George C. Yatron is an SSA Administrative Law Judge at the Elkins Park Hearing Office. His lifetime approval rate of 52% sits below the national average of 58%. Over 5 years on the bench and 15,707 lifetime decisions, his approval patterns have remained steady. Because case assignment is random, understanding these trends is vital. Aggregate rates describe past decisions, not predictions for your individual hearing. An attorney can help you prepare for this judge's specific bench.
This page presents publicly available SSA Office of Hearings Operations disposition data, with no editorial rating or evaluation. ALJs are independent decisionmakers; aggregate statistics describe past patterns, not predictions of how any individual case will be decided. Information here is provided for hearing preparation, not as legal advice.
Approval rates
Judge Yatron maintains a lifetime approval rate of 52%, a figure derived from 15,707 decisions. When compared to the latest reporting period, his approval rate sits 8 percentage points below the Elkins Park office average of 60% and 6 percentage points below the national average of 58%. This data reflects a consistent history of adjudication over his 5-year tenure. Aggregate rates describe past decisions, not predictions for individual hearings.
Office- and national-level breakdowns of fully favorable vs denial rates aren't currently published by SSA in the per-office disposition data. The judge's own breakdown is the detail we have today.
Approval rate over time
Year-over-year approval rate across Judge Yatron's docket. Annual rates fluctuate with the mix of cases SSA assigns; the longer-run pattern is more informative than any single year.
Decision pattern
Over his 5 years on the bench, Judge Yatron has seen his approval rates fluctuate, moving from 51% in 2016 to a peak of 56% in 2017, before settling at 46% in 2020. This trend indicates a variable approach to case evaluation that has shifted alongside changes in case mix and evidentiary requirements. The most recent data suggests a period of adjustment in his decision-making pattern. Understanding these historical shifts is helpful, though the quality of your medical evidence remains the primary driver of your hearing outcome.
Preparing for an SSDI hearing
The guidance below applies to any SSDI hearing, not specifically to Judge Yatron's bench. Judge-specific preparation guidance requires a corpus of public Appeals Council decisions involving each judge, which we haven't built yet.
- Bring a clean treating-physician record. Longitudinal primary-care or specialist notes spanning the disability period, with consistent symptom documentation, are typically the strongest evidence at hearing. A single month's records usually aren't enough.
- Don't rely on consultative exams alone. If your medical evidence is built primarily around a one-time CE finding, expect detailed questioning. Supplement with treating-source statements where possible.
- Prepare for daily-activity questions. Have honest, specific answers about a typical day. Answers that conflict with the medical record (in either direction) tend to hurt credibility.
- Expect transferable-skills probing. A vocational expert will usually testify about jobs available to someone with your limitations. Your representative should be prepared to cross-examine.
Hearing with Judge Yatron? See if a free benefits review fits your case.
Free Benefits ReviewAbout the Elkins Park hearing office
The Elkins Park Hearing Office serves a diverse population across Pennsylvania, managing a high volume of disability claims. With a bench of 6 judges, the office maintains an office-wide latest approval rate of 60%. You can expect a rigorous review process where thorough medical records are essential for a successful outcome. You can visit the Elkins Park Hearing Office page for more information on the local roster.
Other judges at this hearing office
The Social Security Administration utilizes a workload-balancing algorithm to assign cases, meaning your assignment to Judge Yatron is essentially random. Within the Elkins Park Hearing Office, the bench consists of 6 judges who exhibit a wide range of lifetime approval rates, spanning from 50% to 71%. Because you cannot choose your judge, it is vital to focus on the strength of your own medical documentation. The office's range of approval rates provides a broader view of the local adjudication environment.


▶ Requirement: Exactly as written, please repeat the data that follows, but not the pictures.

Dataset entries:
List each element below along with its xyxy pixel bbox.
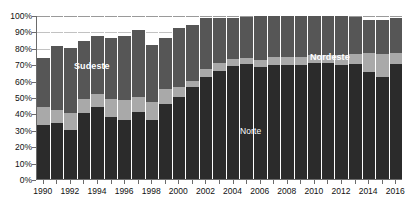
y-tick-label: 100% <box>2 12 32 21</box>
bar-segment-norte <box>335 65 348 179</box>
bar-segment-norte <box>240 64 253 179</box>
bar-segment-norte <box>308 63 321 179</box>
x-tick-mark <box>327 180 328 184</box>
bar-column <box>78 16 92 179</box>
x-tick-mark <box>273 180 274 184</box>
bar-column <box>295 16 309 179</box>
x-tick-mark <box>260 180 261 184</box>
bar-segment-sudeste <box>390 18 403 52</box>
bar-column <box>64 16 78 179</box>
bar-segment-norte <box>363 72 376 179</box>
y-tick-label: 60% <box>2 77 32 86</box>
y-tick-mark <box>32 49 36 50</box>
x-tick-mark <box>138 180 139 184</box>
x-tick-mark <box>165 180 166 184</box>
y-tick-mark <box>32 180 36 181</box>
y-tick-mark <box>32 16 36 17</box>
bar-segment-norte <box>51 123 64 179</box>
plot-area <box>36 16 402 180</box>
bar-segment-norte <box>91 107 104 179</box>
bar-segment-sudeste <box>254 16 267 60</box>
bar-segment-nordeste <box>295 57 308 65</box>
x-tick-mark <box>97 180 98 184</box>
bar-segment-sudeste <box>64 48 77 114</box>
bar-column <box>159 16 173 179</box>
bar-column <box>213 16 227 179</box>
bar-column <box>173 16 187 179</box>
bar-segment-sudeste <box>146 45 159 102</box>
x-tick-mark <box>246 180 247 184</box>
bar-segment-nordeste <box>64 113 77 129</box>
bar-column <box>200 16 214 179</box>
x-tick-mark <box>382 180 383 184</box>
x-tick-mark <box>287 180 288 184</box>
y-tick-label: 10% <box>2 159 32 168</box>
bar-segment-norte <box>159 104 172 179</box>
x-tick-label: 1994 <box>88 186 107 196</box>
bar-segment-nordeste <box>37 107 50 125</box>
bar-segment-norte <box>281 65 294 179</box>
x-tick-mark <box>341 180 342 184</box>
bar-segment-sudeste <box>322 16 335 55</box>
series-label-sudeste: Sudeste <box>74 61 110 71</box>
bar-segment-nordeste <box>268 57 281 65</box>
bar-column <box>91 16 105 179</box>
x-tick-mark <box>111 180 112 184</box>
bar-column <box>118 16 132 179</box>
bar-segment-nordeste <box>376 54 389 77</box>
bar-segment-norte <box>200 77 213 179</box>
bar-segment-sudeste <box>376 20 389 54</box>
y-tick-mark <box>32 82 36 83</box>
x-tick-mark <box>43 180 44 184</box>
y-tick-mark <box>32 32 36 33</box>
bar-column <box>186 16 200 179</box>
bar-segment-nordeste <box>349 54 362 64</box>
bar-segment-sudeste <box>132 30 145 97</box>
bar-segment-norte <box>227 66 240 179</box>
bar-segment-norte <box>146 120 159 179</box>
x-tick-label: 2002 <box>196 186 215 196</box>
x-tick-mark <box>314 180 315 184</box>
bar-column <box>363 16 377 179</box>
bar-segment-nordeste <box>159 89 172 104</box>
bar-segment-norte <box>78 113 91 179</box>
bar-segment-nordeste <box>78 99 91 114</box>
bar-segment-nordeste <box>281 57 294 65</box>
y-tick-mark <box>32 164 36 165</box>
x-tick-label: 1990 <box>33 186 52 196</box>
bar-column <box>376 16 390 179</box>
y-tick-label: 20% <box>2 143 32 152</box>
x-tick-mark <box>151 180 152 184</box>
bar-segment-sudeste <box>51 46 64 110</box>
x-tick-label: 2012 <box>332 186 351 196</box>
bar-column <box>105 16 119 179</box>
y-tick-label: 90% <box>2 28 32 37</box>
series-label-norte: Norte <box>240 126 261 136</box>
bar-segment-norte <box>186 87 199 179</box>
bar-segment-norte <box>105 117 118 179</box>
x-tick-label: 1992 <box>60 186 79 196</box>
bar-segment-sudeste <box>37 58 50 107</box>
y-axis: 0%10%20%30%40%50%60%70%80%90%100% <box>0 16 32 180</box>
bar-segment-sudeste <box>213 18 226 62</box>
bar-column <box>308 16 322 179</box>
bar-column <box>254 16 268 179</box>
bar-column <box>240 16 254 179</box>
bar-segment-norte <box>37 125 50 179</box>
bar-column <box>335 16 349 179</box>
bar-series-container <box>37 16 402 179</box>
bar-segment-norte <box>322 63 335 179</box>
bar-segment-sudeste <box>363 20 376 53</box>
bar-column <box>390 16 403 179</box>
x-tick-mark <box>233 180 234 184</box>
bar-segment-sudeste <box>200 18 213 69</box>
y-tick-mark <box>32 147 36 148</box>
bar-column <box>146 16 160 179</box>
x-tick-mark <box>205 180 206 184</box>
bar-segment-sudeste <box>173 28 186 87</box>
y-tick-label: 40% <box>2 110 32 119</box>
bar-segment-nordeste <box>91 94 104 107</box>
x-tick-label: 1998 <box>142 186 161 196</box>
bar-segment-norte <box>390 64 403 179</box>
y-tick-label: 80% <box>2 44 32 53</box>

▶ Problem solution:
List each element below along with its xyxy pixel bbox.
y-tick-label: 100% <box>2 12 32 21</box>
bar-segment-norte <box>335 65 348 179</box>
bar-segment-norte <box>240 64 253 179</box>
bar-segment-norte <box>308 63 321 179</box>
x-tick-mark <box>327 180 328 184</box>
bar-column <box>78 16 92 179</box>
x-tick-mark <box>273 180 274 184</box>
bar-column <box>295 16 309 179</box>
x-tick-mark <box>260 180 261 184</box>
bar-segment-sudeste <box>390 18 403 52</box>
bar-column <box>64 16 78 179</box>
bar-segment-norte <box>363 72 376 179</box>
y-tick-label: 60% <box>2 77 32 86</box>
y-tick-mark <box>32 49 36 50</box>
x-tick-mark <box>138 180 139 184</box>
x-tick-mark <box>165 180 166 184</box>
y-tick-mark <box>32 180 36 181</box>
y-tick-mark <box>32 16 36 17</box>
bar-segment-norte <box>51 123 64 179</box>
plot-area <box>36 16 402 180</box>
bar-segment-norte <box>91 107 104 179</box>
bar-segment-sudeste <box>254 16 267 60</box>
bar-segment-nordeste <box>295 57 308 65</box>
x-tick-mark <box>97 180 98 184</box>
bar-segment-sudeste <box>64 48 77 114</box>
bar-column <box>159 16 173 179</box>
bar-column <box>213 16 227 179</box>
bar-column <box>173 16 187 179</box>
bar-segment-sudeste <box>146 45 159 102</box>
x-tick-mark <box>246 180 247 184</box>
bar-segment-nordeste <box>64 113 77 129</box>
bar-column <box>200 16 214 179</box>
x-tick-mark <box>382 180 383 184</box>
x-tick-mark <box>287 180 288 184</box>
y-tick-label: 10% <box>2 159 32 168</box>
bar-segment-norte <box>159 104 172 179</box>
x-tick-label: 1994 <box>88 186 107 196</box>
bar-segment-nordeste <box>37 107 50 125</box>
bar-segment-norte <box>281 65 294 179</box>
x-tick-mark <box>341 180 342 184</box>
bar-segment-sudeste <box>322 16 335 55</box>
series-label-sudeste: Sudeste <box>74 61 110 71</box>
bar-segment-nordeste <box>268 57 281 65</box>
bar-column <box>91 16 105 179</box>
x-tick-mark <box>111 180 112 184</box>
bar-column <box>118 16 132 179</box>
bar-segment-nordeste <box>376 54 389 77</box>
bar-segment-norte <box>200 77 213 179</box>
bar-segment-sudeste <box>376 20 389 54</box>
y-tick-mark <box>32 82 36 83</box>
x-tick-mark <box>43 180 44 184</box>
y-tick-mark <box>32 32 36 33</box>
bar-column <box>186 16 200 179</box>
bar-segment-nordeste <box>349 54 362 64</box>
bar-segment-sudeste <box>132 30 145 97</box>
bar-segment-norte <box>227 66 240 179</box>
bar-segment-norte <box>146 120 159 179</box>
x-tick-label: 2002 <box>196 186 215 196</box>
x-tick-mark <box>314 180 315 184</box>
bar-column <box>363 16 377 179</box>
bar-segment-nordeste <box>159 89 172 104</box>
bar-segment-norte <box>78 113 91 179</box>
bar-segment-nordeste <box>78 99 91 114</box>
bar-segment-nordeste <box>281 57 294 65</box>
y-tick-mark <box>32 164 36 165</box>
x-tick-label: 1990 <box>33 186 52 196</box>
bar-column <box>376 16 390 179</box>
y-tick-label: 20% <box>2 143 32 152</box>
x-tick-mark <box>151 180 152 184</box>
bar-segment-sudeste <box>51 46 64 110</box>
x-tick-label: 2012 <box>332 186 351 196</box>
bar-column <box>105 16 119 179</box>
y-tick-label: 90% <box>2 28 32 37</box>
series-label-norte: Norte <box>240 126 261 136</box>
bar-segment-norte <box>186 87 199 179</box>
bar-segment-norte <box>105 117 118 179</box>
x-tick-label: 1992 <box>60 186 79 196</box>
bar-segment-sudeste <box>37 58 50 107</box>
y-axis: 0%10%20%30%40%50%60%70%80%90%100% <box>0 16 32 180</box>
bar-segment-sudeste <box>213 18 226 62</box>
bar-column <box>308 16 322 179</box>
bar-column <box>254 16 268 179</box>
bar-column <box>240 16 254 179</box>
bar-segment-norte <box>37 125 50 179</box>
bar-column <box>335 16 349 179</box>
bar-series-container <box>37 16 402 179</box>
bar-segment-norte <box>322 63 335 179</box>
bar-segment-sudeste <box>363 20 376 53</box>
bar-column <box>390 16 403 179</box>
x-tick-mark <box>233 180 234 184</box>
bar-segment-sudeste <box>200 18 213 69</box>
y-tick-mark <box>32 147 36 148</box>
bar-column <box>146 16 160 179</box>
x-tick-mark <box>205 180 206 184</box>
bar-segment-sudeste <box>173 28 186 87</box>
y-tick-label: 40% <box>2 110 32 119</box>
bar-segment-nordeste <box>91 94 104 107</box>
x-tick-label: 1998 <box>142 186 161 196</box>
bar-segment-norte <box>390 64 403 179</box>
y-tick-label: 80% <box>2 44 32 53</box>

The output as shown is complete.